In the modern world, access to so many foods designed to be addictive combined with the powerful food industry leaves us vulnerable to a system intended to make us associate food with emotion and comfort. The fat phobic culture adds to the lure of food by demonizing being fat and eating “unhealthy” foods, thereby creating a way for children and adolescents to work out their negative feelings through food.
We are pressured to connect food and emotion both through industry and through cultural fat phobia. The result is a high likelihood that people will have disordered thoughts and behaviors around food and, largely based on genetic predisposition or less fortunate circumstances, an eating disorder.
Recovery needs to undo the psychological and behavioral patterns and rewrite the myths about food and weight drilled into people when they’re young. This work is hard and needs repetition but can be successful. People do get better from eating disorders all the time. I have written many posts in this blog that explain the path to get well.

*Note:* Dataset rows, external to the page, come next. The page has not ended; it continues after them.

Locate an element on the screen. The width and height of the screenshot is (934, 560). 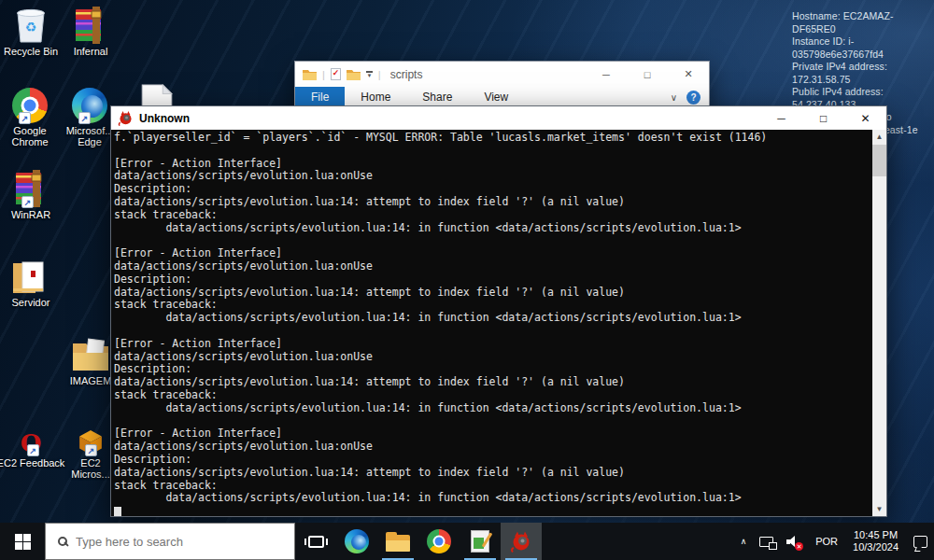
devil-app-icon is located at coordinates (521, 541).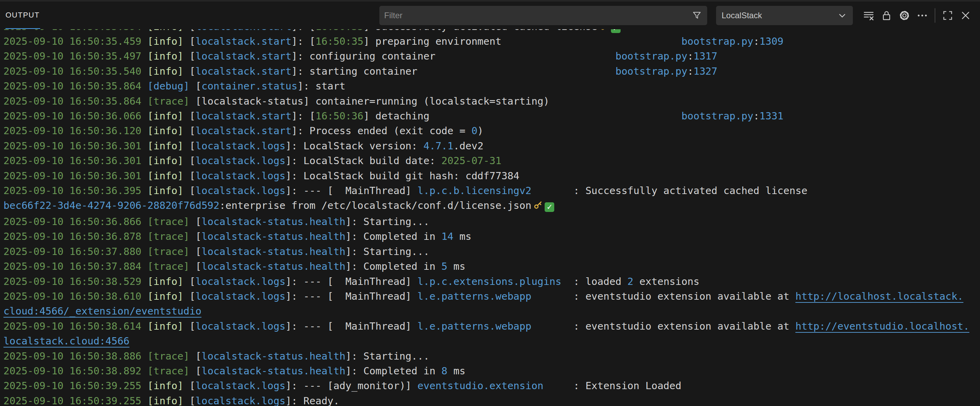  I want to click on expand-icon, so click(948, 15).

There are also capitalist drives intended to take advantage of people desperate to get help. These industries promise an easy but ultimately unsuccessful fix that only demoralize and even re-traumatize people already suffering with an eating disorder.
Eating disorder treatment programs offer the illusion of a cure but provide a stopgap measure of stability, at best. The services are run primarily by inexperienced clinicians with misleading if not cruel messages that eating disorders are the patient’s fault. In addition, they offer no plan for continued recovery after discharge.
The diet industry benefits from the numerous studies that show that diets don’t work. The business model is that their services never work. People will always come back since the companies know that what they offer is never a cure and often only worsens the eating behaviors. Similarly, GLP-1’s offer a seeming cure for all eating woes. In addition, they are now available to anyone who wants them without medical supervision. There are enough stories online to convince people with eating disorders that these medications will cure them. Despite all the benefits of these new medications, they don’t cure eating disorders.
The path to recovery remains as possible as ever. People do get better. The steps still involve a meal plan, consistent support through a treatment team and resiliency. Many industries know how desperate people are to find a solution to their eating woes, body image thoughts and eating disorders and how susceptible they all are to supposed cures. I advise people to avoid any seemingly miraculous cure. The path towards recovery has not changed.